What evidence do you have that the Founding Fathers were in any way
naive?

In fact several of them wrote with what seems to me to be cynicism
about human nature generally none more so than Franklin whose "Poor
Richard's" is chock full of cynicism about human nature.

While I seriously doubt the Founding Fathers contemplated an America
with the role in the world it has now when they wrote the key
documents 250 years ago, I have no doubt they understood the human
heart extremely well and that hasn't changed a bit.

moviePig

unread,
Jan 16, 2022, 7:01:37 PM1/16/22
to
On 1/16/2022 6:30 PM, The Horny Goat wrote:
> On Sun, 16 Jan 2022 10:26:51 -0500, moviePig <pwal...@moviepig.com>
> wrote:
>
>>> The framers set up this government believing that men of integrity would
>>> be participating in it.  They in no way predicted the level of depravity
>>> and corruption coming from the right.  That's the work-around, do stuff
>>> that harms rather than benefits the citizenry.  Dems, getting an F- in
>>> messaging, never talk about this.
>>
>> The framers may have felt that such concerted corruption could never so
>> infect entire swaths of legislators ...a naivete I can identify with.
>
> What evidence do you have that the Founding Fathers were in any way
> naive?
>
> In fact several of them wrote with what seems to me to be cynicism
> about human nature generally none more so than Franklin whose "Poor
> Richard's" is chock full of cynicism about human nature.
>
> While I seriously doubt the Founding Fathers contemplated an America
> with the role in the world it has now when they wrote the key
> documents 250 years ago, I have no doubt they understood the human
> heart extremely well and that hasn't changed a bit.

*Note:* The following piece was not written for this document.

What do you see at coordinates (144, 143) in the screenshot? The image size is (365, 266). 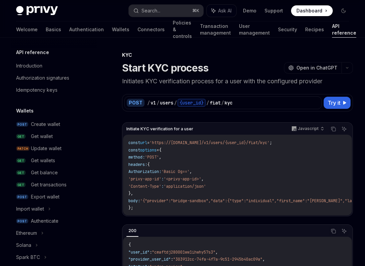 I see `span: url` at bounding box center [144, 143].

The issue here is how the drawing of district lines was ever supposed to
work. With our hindsight, it seems a Petri-dish for partisan corruption.

Adam H. Kerman

unread,
Jan 16, 2022, 8:08:32 PM1/16/22
to
If it's in law, that's de jure and not de facto, you blithering idiot.

Adam H. Kerman

unread,
Jan 16, 2022, 8:29:29 PM1/16/22
to
The Horny Goat <lcr...@home.ca> wrote:
>Sat, 15 Jan 2022 20:05:27 -0000 (UTC), "Adam H. Kerman" <a...@chinet.com>:
>>The Horny Goat <lcr...@home.ca> wrote:
>>>Fri, 14 Jan 2022 16:45:46 -0000 (UTC), "Adam H. Kerman" <a...@chinet.com>:

>>>I've never heard of that but how could that be constitutional?

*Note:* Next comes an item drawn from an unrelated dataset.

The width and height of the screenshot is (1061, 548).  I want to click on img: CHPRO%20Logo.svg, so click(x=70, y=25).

>>Every so often, some newspaper tries to figure out how many registered
>>voters as listed on the register either died or moved away to take a cheap
>>shot at the county clerk for incompetance. Then people get horrified
>>that the register doesn't get updated and that the dead vote, etc.

>>An easy purge is to assume that anyone not voting regularly died or
>>moved. You send a letter that doesn't get forwarded asking someone to
>>reply to prove he's alive and still resident. If there's no reply, the
>>name is purged.

>But more than half the time the person who has moved has stayed in the
>same district.

We aren't talking about where someone moved to. If he moved, he's
obliged to notify the county clerk of his current residence.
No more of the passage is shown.